It's a nice layer2 switch for the price, has some cool telco-style features and if you get two of them you can mount them side-by-side in a standard 19" rack.

There are gaps that remain unclear, i.e. the OAM support is mentioned but not exposed.
The API exists but you are pretty much down to scratching everything together based on the existing webinterface. There is no actual CLI that would also be uising that API and no additional API bindings. The config is stored in some SQLite database or file (don't remember) that is not documented and there's no API to atomically update multiple settings etc.

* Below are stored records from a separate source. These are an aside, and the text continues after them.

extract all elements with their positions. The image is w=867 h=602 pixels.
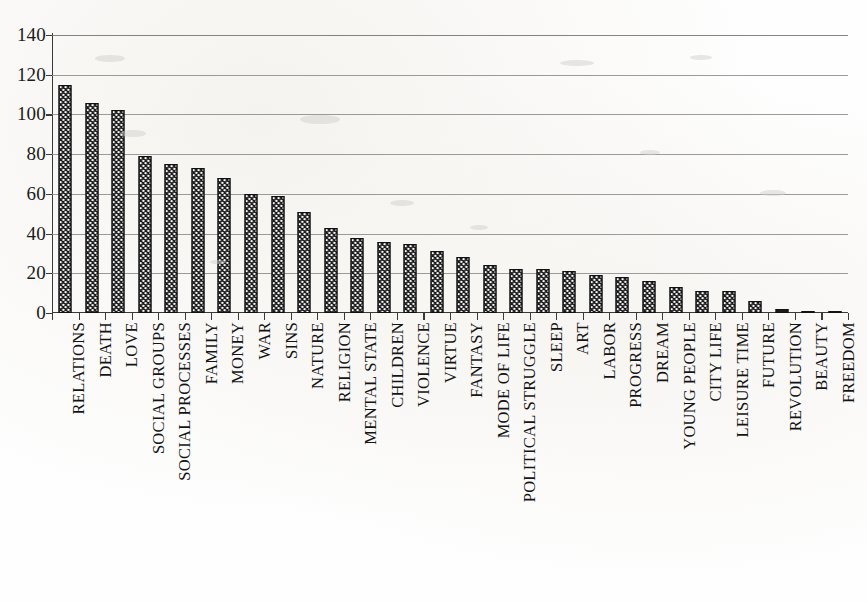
bar xyxy=(775,309,788,313)
x-axis-tick xyxy=(609,313,610,320)
bar xyxy=(430,251,443,313)
bar-slot xyxy=(768,35,795,313)
x-axis-tick xyxy=(291,313,292,320)
plot-area xyxy=(52,35,848,313)
bar xyxy=(510,269,523,313)
bar xyxy=(669,287,682,313)
category-label: CITY LIFE xyxy=(708,322,725,402)
category-label-text: WAR xyxy=(257,322,274,360)
category-label: VIOLENCE xyxy=(416,322,433,407)
bar-slot xyxy=(291,35,318,313)
category-label: SOCIAL PROCESSES xyxy=(177,322,194,481)
category-label: ART xyxy=(575,322,592,355)
bar xyxy=(191,168,204,313)
bar-slot xyxy=(636,35,663,313)
bar-slot xyxy=(370,35,397,313)
bar xyxy=(85,103,98,313)
category-label: RELIGION xyxy=(337,322,354,402)
y-axis-tick-label: 120 xyxy=(0,65,46,84)
category-label: BEAUTY xyxy=(814,322,831,391)
bar-slot xyxy=(583,35,610,313)
category-label: FUTURE xyxy=(761,322,778,388)
category-label-text: DREAM xyxy=(655,322,672,383)
category-label: FREEDOM xyxy=(841,322,858,403)
x-axis-tick xyxy=(264,313,265,320)
bar xyxy=(722,291,735,313)
category-label-text: LABOR xyxy=(602,322,619,379)
bar-slot xyxy=(821,35,848,313)
y-axis-tick-label: 60 xyxy=(0,184,46,203)
y-axis-tick-label: 80 xyxy=(0,144,46,163)
bar xyxy=(404,244,417,314)
bar xyxy=(563,271,576,313)
bar-slot xyxy=(132,35,159,313)
bar xyxy=(828,311,841,313)
bar-slot xyxy=(795,35,822,313)
bar-slot xyxy=(317,35,344,313)
y-axis-labels: 020406080100120140 xyxy=(0,0,46,602)
x-axis-tick xyxy=(768,313,769,320)
bar xyxy=(165,164,178,313)
bar-slot xyxy=(503,35,530,313)
category-label-text: CHILDREN xyxy=(390,322,407,408)
bar-series xyxy=(52,35,848,313)
category-label: VIRTUE xyxy=(443,322,460,383)
bar-slot xyxy=(238,35,265,313)
bar-slot xyxy=(556,35,583,313)
category-label-text: REVOLUTION xyxy=(788,322,805,431)
bar xyxy=(616,277,629,313)
x-axis-tick xyxy=(397,313,398,320)
bar-slot xyxy=(397,35,424,313)
category-label: SLEEP xyxy=(549,322,566,372)
bar xyxy=(696,291,709,313)
category-label: LEISURE TIME xyxy=(735,322,752,438)
category-label-text: BEAUTY xyxy=(814,322,831,391)
category-label: LOVE xyxy=(124,322,141,367)
x-axis-tick xyxy=(105,313,106,320)
bar-slot xyxy=(344,35,371,313)
category-label-text: PROGRESS xyxy=(628,322,645,408)
bar xyxy=(457,257,470,313)
bar xyxy=(749,301,762,313)
category-label-text: RELIGION xyxy=(337,322,354,402)
x-axis-tick xyxy=(848,313,849,320)
y-axis-tick-label: 0 xyxy=(0,303,46,322)
bar xyxy=(351,238,364,313)
bar xyxy=(138,156,151,313)
category-label: SOCIAL GROUPS xyxy=(151,322,168,454)
category-label: DEATH xyxy=(98,322,115,378)
category-label: POLITICAL STRUGGLE xyxy=(522,322,539,502)
x-axis-tick xyxy=(317,313,318,320)
category-label-text: FANTASY xyxy=(469,322,486,398)
x-axis-tick xyxy=(344,313,345,320)
category-label-text: MONEY xyxy=(230,322,247,384)
bar xyxy=(324,228,337,313)
x-axis-tick xyxy=(211,313,212,320)
x-axis-tick xyxy=(185,313,186,320)
bar xyxy=(271,196,284,313)
category-label-text: RELATIONS xyxy=(71,322,88,415)
category-label: FAMILY xyxy=(204,322,221,384)
bar-slot xyxy=(609,35,636,313)
bar xyxy=(218,178,231,313)
x-axis-tick xyxy=(821,313,822,320)
x-axis-tick xyxy=(556,313,557,320)
bar xyxy=(802,311,815,313)
bar-slot xyxy=(450,35,477,313)
category-label-text: FREEDOM xyxy=(841,322,858,403)
x-axis-tick xyxy=(52,313,53,320)
bar-chart: 020406080100120140 RELATIONSDEATHLOVESOC… xyxy=(0,0,867,602)
bar xyxy=(589,275,602,313)
category-label: NATURE xyxy=(310,322,327,389)
bar-slot xyxy=(689,35,716,313)
x-axis-tick xyxy=(715,313,716,320)
bar xyxy=(483,265,496,313)
x-axis-tick xyxy=(742,313,743,320)
category-label-text: SOCIAL PROCESSES xyxy=(177,322,194,481)
category-label-text: YOUNG PEOPLE xyxy=(682,322,699,450)
bar-slot xyxy=(477,35,504,313)
category-label: MENTAL STATE xyxy=(363,322,380,445)
x-axis-tick xyxy=(503,313,504,320)
bar-slot xyxy=(423,35,450,313)
bar xyxy=(112,110,125,313)
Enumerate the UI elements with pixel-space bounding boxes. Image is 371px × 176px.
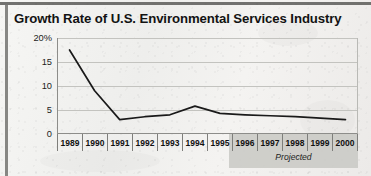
y-tick-label-15: 15	[22, 58, 52, 67]
y-tick-label-5: 5	[22, 106, 52, 115]
y-axis: 20% 15 10 5 0	[18, 0, 52, 176]
x-axis-year-1994: 1994	[183, 134, 208, 151]
x-axis-year-1998: 1998	[283, 134, 308, 151]
plot-area	[57, 38, 358, 134]
y-tick-label-20: 20%	[22, 34, 52, 43]
projected-label: Projected	[229, 152, 358, 162]
x-axis-year-strip: 1989199019911992199319941995199619971998…	[57, 134, 358, 151]
x-axis-year-1999: 1999	[308, 134, 333, 151]
x-axis-year-1990: 1990	[83, 134, 108, 151]
x-axis-year-1996: 1996	[233, 134, 258, 151]
x-axis-year-1989: 1989	[57, 134, 83, 151]
y-tick-label-10: 10	[22, 82, 52, 91]
chart-figure: Growth Rate of U.S. Environmental Servic…	[0, 0, 371, 176]
plot-frame	[57, 38, 358, 134]
x-axis-year-2000: 2000	[333, 134, 358, 151]
x-axis-year-1991: 1991	[108, 134, 133, 151]
x-axis-year-1993: 1993	[158, 134, 183, 151]
plot-region: 20% 15 10 5 0 19891990199119921993199419…	[0, 0, 371, 176]
y-tick-label-0: 0	[22, 130, 52, 139]
x-axis-year-1995: 1995	[208, 134, 233, 151]
x-axis-year-1997: 1997	[258, 134, 283, 151]
x-axis-year-1992: 1992	[133, 134, 158, 151]
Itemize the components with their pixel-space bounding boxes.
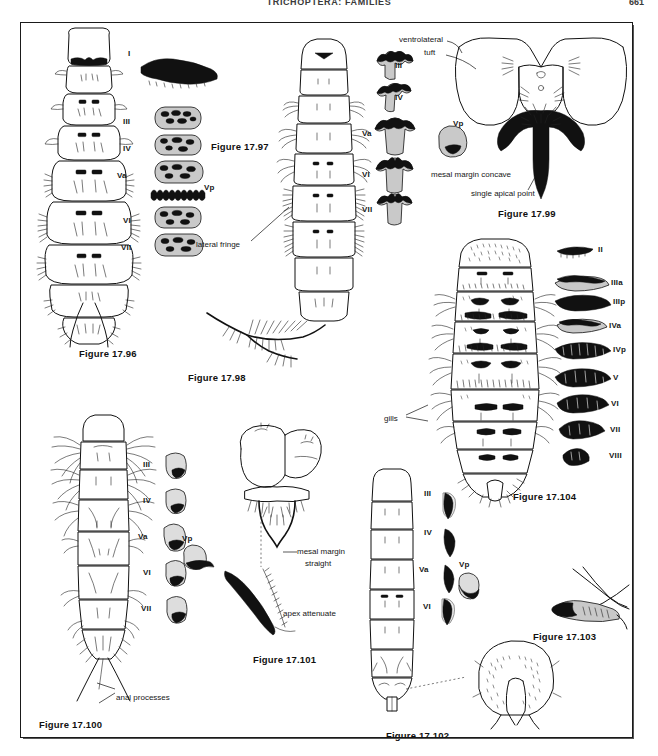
callout-mesal-margin-concave: mesal margin concave [431, 170, 511, 180]
figure-label-17-99: Figure 17.99 [498, 208, 556, 219]
segment-label-1797-Va: Va [362, 129, 372, 138]
figure-label-17-102: Figure 17.102 [386, 730, 449, 741]
callout-mesal-straight-line2: straight [305, 559, 331, 569]
figure-17-102-vp-sclerite [453, 571, 485, 605]
segment-label-17102-III: III [424, 489, 431, 498]
figure-label-17-101: Figure 17.101 [253, 654, 316, 665]
figure-17-102-terminal-detail [461, 633, 571, 733]
figure-17-101-drawing [211, 421, 331, 641]
segment-label-1797-VI: VI [362, 170, 370, 179]
segment-label-17100-VI: VI [143, 568, 151, 577]
figure-label-17-104: Figure 17.104 [513, 491, 576, 502]
figure-label-17-97: Figure 17.97 [211, 141, 269, 152]
callout-anal-processes: anal processes [116, 693, 170, 703]
plate-frame: Figure 17.96 [20, 22, 633, 738]
segment-label-17104-V: V [613, 373, 619, 382]
figure-17-100-drawing [39, 413, 169, 703]
segment-label-17104-IIIp: IIIp [613, 297, 625, 306]
leader-gills [404, 401, 434, 427]
segment-label-17102-Vp: Vp [459, 560, 470, 569]
segment-label-17104-II: II [598, 245, 603, 254]
figure-17-96-drawing [29, 25, 149, 355]
segment-label-1796-VI: VI [123, 216, 131, 225]
callout-apex-attenuate: apex attenuate [283, 609, 336, 619]
segment-label-17104-IIIa: IIIa [611, 278, 623, 287]
leader-ventrolateral-tuft [446, 35, 492, 83]
figure-17-104-drawing [421, 233, 571, 503]
leader-apical-point [526, 168, 560, 194]
segment-label-17104-IVp: IVp [613, 345, 626, 354]
plate-page: TRICHOPTERA: FAMILIES 661 [0, 0, 658, 756]
callout-lateral-fringe: lateral fringe [196, 240, 240, 250]
segment-label-17100-Vp: Vp [182, 534, 193, 543]
segment-label-17100-VII: VII [141, 604, 151, 613]
segment-label-17104-VIII: VIII [609, 451, 622, 460]
page-number: 661 [629, 0, 644, 7]
leader-anal-processes [93, 681, 121, 707]
leader-17-102-detail [406, 673, 470, 693]
segment-label-1796-Vp: Vp [204, 183, 215, 192]
leader-mesal-straight [283, 547, 299, 557]
figure-label-17-103: Figure 17.103 [533, 631, 596, 642]
figure-17-97-sclerites [367, 41, 427, 241]
segment-label-17104-VI: VI [611, 399, 619, 408]
segment-label-1796-Va: Va [117, 171, 127, 180]
callout-ventrolateral-line2: tuft [424, 48, 435, 58]
running-head: TRICHOPTERA: FAMILIES [0, 0, 658, 7]
segment-label-1797-III: III [395, 61, 402, 70]
callout-gills: gills [384, 414, 398, 424]
callout-ventrolateral-line1: ventrolateral [399, 35, 443, 45]
leader-lateral-fringe [249, 203, 295, 245]
segment-label-17102-IV: IV [424, 528, 432, 537]
figure-17-100-sclerites [154, 448, 200, 628]
segment-label-17104-IVa: IVa [609, 321, 621, 330]
figure-label-17-98: Figure 17.98 [188, 372, 246, 383]
segment-label-1796-III: III [123, 117, 130, 126]
figure-label-17-100: Figure 17.100 [39, 719, 102, 730]
segment-label-17100-IV: IV [143, 496, 151, 505]
figure-17-102-sclerites [433, 489, 473, 629]
segment-label-1796-VII: VII [121, 243, 131, 252]
segment-label-17102-VI: VI [423, 602, 431, 611]
segment-label-17100-Va: Va [138, 532, 148, 541]
figure-17-103-drawing [537, 563, 637, 633]
segment-label-17104-VII: VII [610, 425, 620, 434]
segment-label-17102-Va: Va [419, 565, 429, 574]
segment-label-17100-III: III [143, 460, 150, 469]
figure-17-98-drawing [191, 301, 331, 371]
figure-label-17-96: Figure 17.96 [79, 348, 137, 359]
segment-label-1796-I: I [128, 49, 130, 58]
figure-17-104-sclerites [551, 241, 625, 471]
callout-mesal-straight-line1: mesal margin [297, 547, 345, 557]
segment-label-1797-VII: VII [362, 205, 372, 214]
segment-label-1797-IV: IV [395, 93, 403, 102]
segment-label-1796-IV: IV [123, 144, 131, 153]
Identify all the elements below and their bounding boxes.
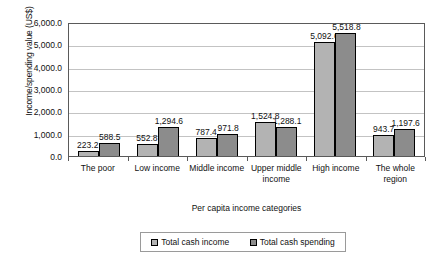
x-axis-tick [306,157,307,161]
x-axis-tick [187,157,188,161]
bar-group: 5,092.65,518.8 [306,24,365,156]
bar-group: 787.4971.8 [187,24,246,156]
x-axis-category-label: Upper middle income [247,163,307,184]
bar-group: 1,524.81,288.1 [247,24,306,156]
bar-chart: Income/spending value (US$) 0.01,000.02,… [0,0,447,267]
bar-total-cash-spending[interactable] [335,33,356,156]
x-axis-category-label: Middle income [187,163,247,184]
y-axis-tick-label: 1,000.0 [34,131,62,140]
legend-item-total-cash-spending: Total cash spending [250,237,335,247]
bar-group: 223.2588.5 [69,24,128,156]
x-axis-category-label: Low income [128,163,188,184]
legend-item-total-cash-income: Total cash income [151,237,229,247]
x-axis-title: Per capita income categories [68,203,425,213]
legend-swatch-icon [250,239,257,246]
bar-total-cash-spending[interactable] [158,127,179,156]
bar-pair [69,24,128,156]
bar-total-cash-income[interactable] [314,42,335,156]
x-axis-category-label: High income [306,163,366,184]
x-axis-category-label: The poor [68,163,128,184]
bar-total-cash-spending[interactable] [217,134,238,156]
bar-total-cash-income[interactable] [78,151,99,156]
bar-group: 552.81,294.6 [128,24,187,156]
y-axis-tick-label: 3,000.0 [34,86,62,95]
legend-swatch-icon [151,239,158,246]
bar-pair [306,24,365,156]
x-axis-ticks [68,157,425,161]
bar-group: 943.71,197.6 [365,24,424,156]
y-axis-tick-label: 4,000.0 [34,64,62,73]
bar-total-cash-income[interactable] [137,144,158,156]
x-axis-tick [128,157,129,161]
bar-pair [187,24,246,156]
y-axis-tick-label: 2,000.0 [34,108,62,117]
bar-total-cash-income[interactable] [373,135,394,156]
bar-total-cash-spending[interactable] [394,129,415,156]
bar-pair [247,24,306,156]
bar-total-cash-income[interactable] [196,138,217,156]
bar-total-cash-spending[interactable] [99,143,120,156]
y-axis-tick-label: 5,000.0 [34,41,62,50]
x-axis-category-label: The whole region [366,163,426,184]
plot-area: 223.2588.5552.81,294.6787.4971.81,524.81… [68,23,425,157]
bar-total-cash-spending[interactable] [276,127,297,156]
chart-legend: Total cash income Total cash spending [140,232,346,252]
y-axis-tick-label: 0.0 [50,153,62,162]
y-axis-tick-label: 6,000.0 [34,19,62,28]
y-axis-tick-labels: 0.01,000.02,000.03,000.04,000.05,000.06,… [24,23,65,157]
bar-pair [128,24,187,156]
bar-total-cash-income[interactable] [255,122,276,156]
x-axis-category-labels: The poorLow incomeMiddle incomeUpper mid… [68,163,425,184]
legend-label: Total cash spending [260,237,335,247]
bar-pair [365,24,424,156]
legend-label: Total cash income [161,237,229,247]
x-axis-tick [425,157,426,161]
x-axis-tick [247,157,248,161]
x-axis-tick [68,157,69,161]
bar-groups: 223.2588.5552.81,294.6787.4971.81,524.81… [69,24,424,156]
x-axis-tick [366,157,367,161]
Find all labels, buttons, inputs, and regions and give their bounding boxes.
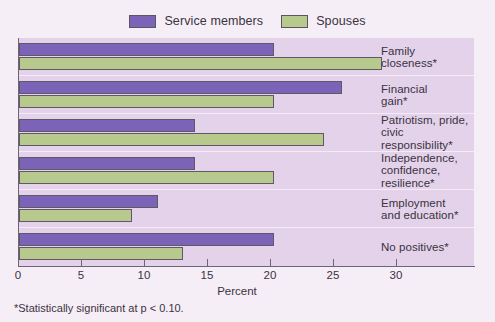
x-axis-tick-label: 25 — [327, 269, 340, 281]
bar-row: No positives* — [19, 228, 474, 266]
x-axis-tick — [81, 259, 82, 266]
plot-area: Family closeness*Financial gain*Patrioti… — [18, 38, 474, 266]
x-axis-tick — [270, 259, 271, 266]
legend-label-service-members: Service members — [164, 14, 263, 28]
bar-service-members — [19, 81, 342, 94]
x-axis-title: Percent — [0, 285, 474, 297]
chart-footnote: *Statistically significant at p < 0.10. — [14, 302, 184, 314]
bar-service-members — [19, 157, 195, 170]
x-axis-tick — [144, 259, 145, 266]
bar-spouses — [19, 209, 132, 222]
legend-item-spouses: Spouses — [281, 14, 365, 28]
chart-legend: Service members Spouses — [0, 10, 495, 32]
bar-row: Financial gain* — [19, 76, 474, 114]
bar-service-members — [19, 43, 274, 56]
bar-spouses — [19, 171, 274, 184]
bar-spouses — [19, 57, 382, 70]
bar-spouses — [19, 95, 274, 108]
bar-service-members — [19, 233, 274, 246]
x-axis-line — [18, 266, 475, 267]
bar-spouses — [19, 247, 183, 260]
bar-row: Employment and education* — [19, 190, 474, 228]
x-axis-tick-label: 5 — [78, 269, 84, 281]
x-axis-tick-label: 20 — [264, 269, 277, 281]
category-label: Family closeness* — [381, 44, 437, 69]
x-axis-tick — [333, 259, 334, 266]
x-axis-tick-label: 15 — [201, 269, 214, 281]
x-axis-tick-label: 10 — [138, 269, 151, 281]
bar-service-members — [19, 195, 158, 208]
category-label: Employment and education* — [381, 196, 458, 221]
legend-label-spouses: Spouses — [316, 14, 365, 28]
legend-item-service-members: Service members — [129, 14, 263, 28]
category-label: Independence, confidence, resilience* — [381, 152, 458, 190]
legend-swatch-spouses — [281, 15, 308, 28]
bar-row: Independence, confidence, resilience* — [19, 152, 474, 190]
x-axis-tick — [207, 259, 208, 266]
x-axis-tick — [396, 259, 397, 266]
bar-row: Family closeness* — [19, 38, 474, 76]
x-axis-tick — [18, 259, 19, 266]
bar-row: Patriotism, pride, civic responsibility* — [19, 114, 474, 152]
bar-service-members — [19, 119, 195, 132]
legend-swatch-service-members — [129, 15, 156, 28]
category-label: Patriotism, pride, civic responsibility* — [381, 114, 474, 152]
x-axis-tick-label: 30 — [390, 269, 403, 281]
category-label: No positives* — [381, 241, 449, 254]
bar-spouses — [19, 133, 324, 146]
bar-rows: Family closeness*Financial gain*Patrioti… — [19, 38, 474, 266]
category-label: Financial gain* — [381, 82, 427, 107]
x-axis-tick-label: 0 — [15, 269, 21, 281]
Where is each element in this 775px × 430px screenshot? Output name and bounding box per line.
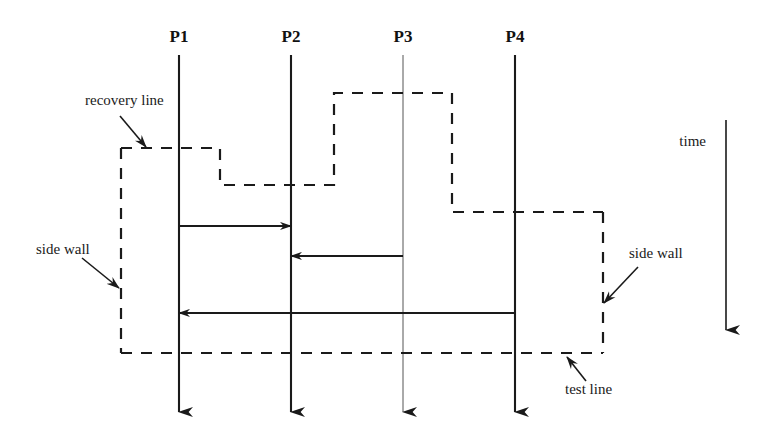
test-line-annotation-arrow [567,357,586,381]
side-wall-right-annotation-label: side wall [629,245,683,261]
side-wall-left-annotation-arrow [82,258,119,288]
recovery-line-annotation-label: recovery line [85,92,164,108]
message-arrows [179,226,515,313]
process-label-p4: P4 [506,27,525,46]
test-line-annotation-label: test line [565,381,612,397]
time-axis: time [679,120,726,330]
annotations: recovery line side wall side wall test l… [36,92,683,397]
recovery-line [121,93,603,212]
diagram-canvas: P1 P2 P3 P4 time recovery line side wall [0,0,775,430]
process-label-p3: P3 [394,27,413,46]
process-label-p1: P1 [170,27,189,46]
side-wall-left-annotation-label: side wall [36,241,90,257]
recovery-line-annotation-arrow [120,116,146,147]
side-wall-right-annotation-arrow [604,267,638,303]
process-lifelines [179,55,515,412]
recovery-line-diagram: P1 P2 P3 P4 time recovery line side wall [0,0,775,430]
time-axis-label: time [679,133,706,149]
process-labels: P1 P2 P3 P4 [170,27,525,46]
process-label-p2: P2 [282,27,301,46]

The installed software (web interface, specifically) was developed externally and is incomplete (missing SNMP oids) and seems to not be getting any updates, ever. The UI isn't a dedicated OSS project so you'd need to tackle that along the way.
So unless you want to buy a few 100 or a few 1000 and thus can make a financial case, it will be of limited long-term use.

There's an OpenWRT port that was done at by a student at a university networking lab in china but it is not published. accordingly you can also not expect to move in that direction.
The SFP support list is extremely specific - and short - for unknown reason.
The port LEDs are not the greatest and can differ in brightness. They have no good layout, SFP ports LEDs are in one area, not colocated with the SFPs, and the RJ45 port LEDs are with the ports. So you can never get a full information in one glance. The 10g ports light up "activiity" if a SFP is plugged in. Makes no sense.

Suffice to say, it's a cool little switch with great potential, but it is not yet unfolding.
Hardware-wise, it would greatly benefit from 1 or 2 internal SD card slots, maybe 128MB extra Ram and a second core (you can notice the latency if you use HTTPS, plus it would help with stability for management daemons)

I'm happy that I bought it, I wish I had two of them and I can recommend getting one for hacking. I can not recommend it for ISP use cases unless one has the neccessary scale to deploy them as a large fleet and can use TR-069 instead of the current UI or reach another similar solution. If the OpenWRT port is published or the Web Ui properly (!) becomes an OSS project with a path to a CLI, then the situation would improve manyfold.

And I repeat, I <3 the little bugger.